A gigantic haul of cocaine last month in Britain's most forgotten West Indian British colony, the Turks and Caicos Islands, has laid bare the increasing international contradictions and tensions which exist over the US-sponsored "war on drugs".
Caresa, a trim little Honduran freighter, its holds empty, swings high at anchor at this scruffy little village, which is virtually the only human habitation on the little coral island of South Caicos.
It was arrested in Providenciales, the biggest and most prosperous island in the TCI, in February as it was delivering a cargo of South American cement for the booming construction industry there.
Among the sacks was found another, more valuable powder, more than three tons of the purest cocaine. With fewer than 20,000 inhabitants, only a handful of whom are narcotics users, the drug was clearly bound from Colombia for somewhere else, doubtless the world's largest market, the US, a few hundred miles to the north-west.
The colony's government, headed by the governor, His Excellency John P. Kelly, LVO, MBE, a Galway man from Tuam, the hundred men of the Royal Turks and Caicos Islands Police Force, the Foreign and Commonwealth Office, and the US drug-busters all congratulated themselves on a massive find, three times bigger than the amount seized in a year in Britain.
The 10,000 native-born Turks Islanders who share the islands with the same number of foreign settled and migrant workers were delighted that the narcotics were captured. They are fed up that the use of their islands, conveniently sited on a main route from Colombia to the US, brings them constant problems.
They are God-fearing folk. There is little crime or violence, the police are unarmed, the islanders abhor drug addiction and their only excesses seem to be spending hours and hours in the islands' innumerable churches and - in the case of the men - playing dominoes with great raucousness until late in the evening.

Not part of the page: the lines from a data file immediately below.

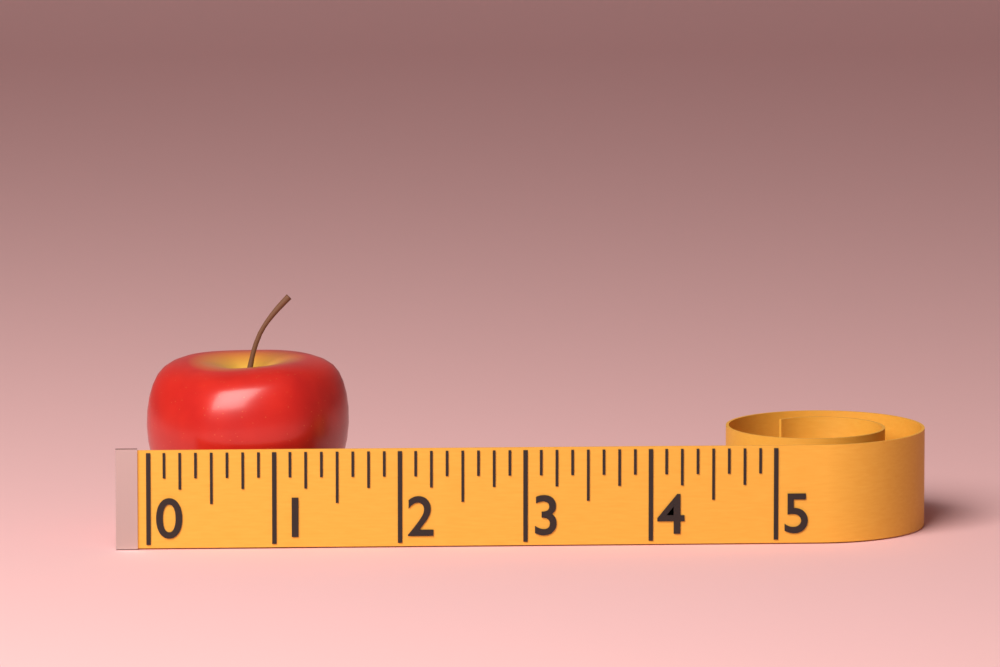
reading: 1.625 (no unit)
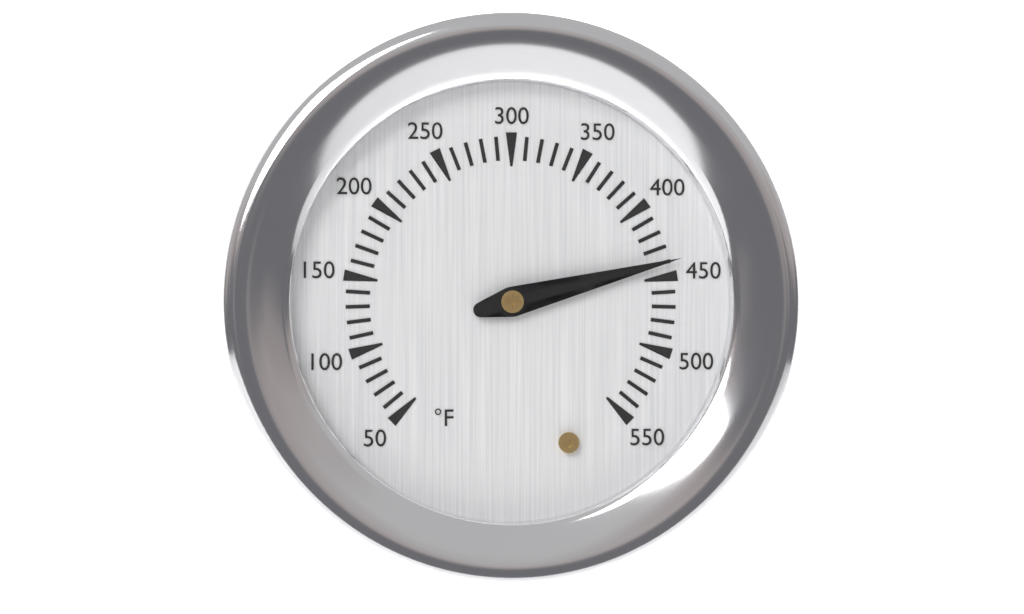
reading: 440 °F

They drive on the left along what few pot-holed roads they have and the only casino is closed on the Lord's Day. Commonwealth Day (formerly Empire Day) was observed as a public holiday this month as it is every year. Shy, dignified, polite and friendly, they are worried that reports of drug-running will harm their tourist industry, which is virtually their only livelihood.
From the shade of a ruined warehouse which a century ago stored the sun-dried sea salt which was the sole contribution of the Turks and Caicos Islands to world trade, Mr Norman Saunders, a former chief minister, considers the latest skirmish in the "war on drugs" which the Caresa represents.
"I support those efforts wholeheartedly. Of course."
Mr Saunders, especially Mr Saunders, finds it prudent politics to support the "war" with vigour. A smartly dressed man with designer spectacles and the looks of a 1940s matinee idol, Mr Saunders was flung from power in 1985 but is still a star in the Lilliput world of TCI politics.
He and his wife Emily occupy the two South Caicos seats in the colony's 13-member Legislative Council and as we talk he keeps a sharp eye out for any constituents so as to give each a cheery wave.
In 1985, Mr Saunders, the South Caicos hero who had made it to the giddy political heights of Chief Ministership, was entrapped by the US authorities in a hotel in Miami. In the 1980s the island's airstrip, a regular staging post for light aircraft manufactured in the US being delivered to customers in South America, became popular with Colombians with light aircraft and an interest in the delivery of white power to North America.
He was sentenced to six years' imprisonment for allegedly providing fuel for Colombian aircraft. He spent three years in a US jail in Texas. His Minister of Development, Mr Stafford Missick, and their associate, one Smokey, were also jailed and the colony's tiny political structure was shattered at a blow.
Direct rule from Whitehall was imposed for a year or so on a tiny place whose only fame is that it is the world's best venue for diving and snorkelling.
Free again and acknowledged by all as a man of vision and stature, Mr Saunders helps to lead the opposition to the government of the present Chief Minister, quiet and honest Mr Derek Taylor. Mr Taylor was a Customs man, has an unimpeachably honest image and a past reputation as a good opening batsman for the TCI Titans. In opposing Mr Taylor, Mr Saunders has to try to extinguish the memory of his narcotic past and be as unyielding in the fight against drugs as anyone.
But as he does, Mr Saunders must realise that it is coming under increasing criticism in these islands and throughout the Caribbean and Latin America for being ineffective - at best, a waste of the money of poor governments which could be spent on health and education; at worst, as in Colombia, Jamaica and Mexico, the source of violence that has torn societies apart. Mr Saunders, after all, has had more experience than most.
Chief Minister Taylor, a pillar of rectitude, is also unhappy with the way the TCI government has been treated in the "drug war". He has always supported US policy and is proud that the first US astronauts splashed down in TCI waters in 1962 and were debriefed here.
"The sad part about it is our resources, which should go on giving our people a better standard of living, have to be spent on helping the US and Europe to tackle their problem. There were certain commitments the US made that they haven't lived up to fully. We've been let down."